Here's some information on what we're doing, although Matt's done a great reporting job already:

The trap is a 5 foot diameter rotary screw trap, which is the smallest made.  Bigger ones go to 10 ft.  Due to the flashy nature or these small coastal watersheds, our fyke net trapping methods were a complete washout (literally in high flows). So we spent the bucks and got a screw trap, which runs on stream flow and can be used in big water.  The problem is during low flows there's not enough stream power to run the trap.  Consequently, we've had to motorize it for low flows, which is a real pain in the ass as we're always lugging around banks of RV batteries.  Which is also why I always have at least one young gorilla on my crew.

The fish dope is indeed MS 222.  We insert at least 5000 PIT tags a year, so fish mortality is a real concern for us.  We've found that MS is the most controllable anesthetic for fish surgeries, both in terms of maintaining the proper dosage and being able to observe specific levels of anesthesia.  To much of any of the anesthetics will kill.  We randomly select, over the course of the sampling season, about 1000 fish and hold them for 2 week periods to  determine any longer term mortality.  Last season out of about 900 fish held, we had zero morts.  As a reward to my crew for their awesome dedication to surgical duty, I got them properly anesthetized, but not with MS 222.  We used alcohol for that.

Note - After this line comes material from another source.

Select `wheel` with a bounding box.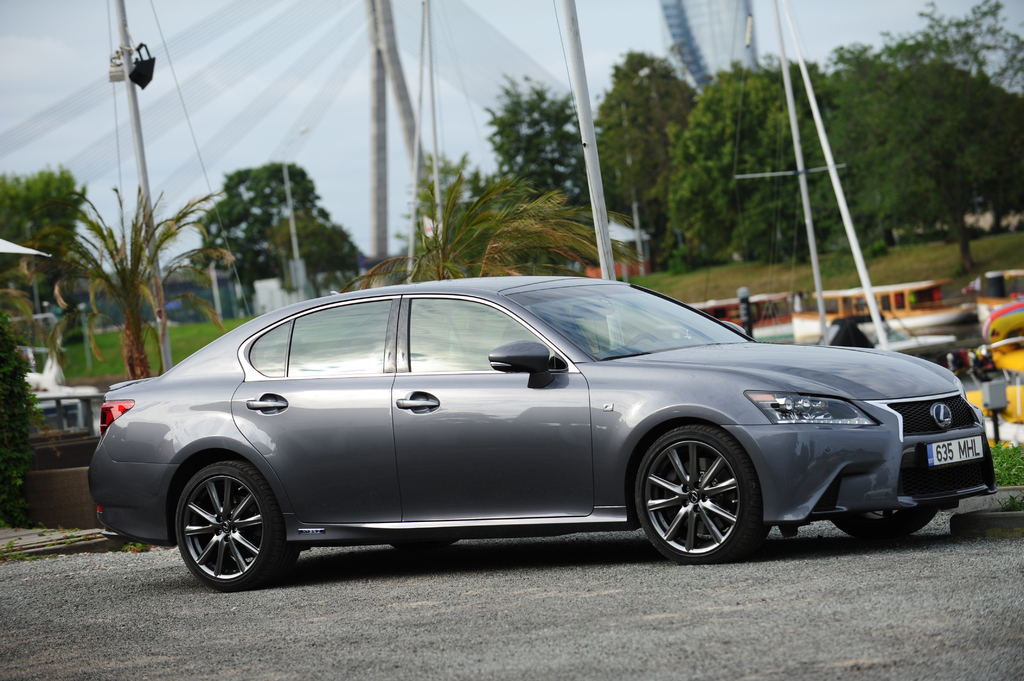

Overall, here's the gist of what we do:  This is a full life history study of Coho and steelhead in Pudding Creek.  During the spawning season we count fish at the ladder in the Pudding Ck dam and concurrently conduct spawning (redd) surveys throughout the stream.  We then statically relate redd counts with fish numbers to determine fish per redd.  This fish/redd metric is then applied to other streams in the region to determine spawning populations where spawning surveys are possible but harder ladder counts are not.

During spring we trap the outmigrating smolts in the screw trap as shown, and, using models developed by egghead statisticians a lot smarter than me, we come up with a population estimate for the fish going out.

In the summer we dive the creek using the hankin and reeves method (fish guys like Scwa will know what that is) and, again using the egghead models, determine the over-summer population of juveniles.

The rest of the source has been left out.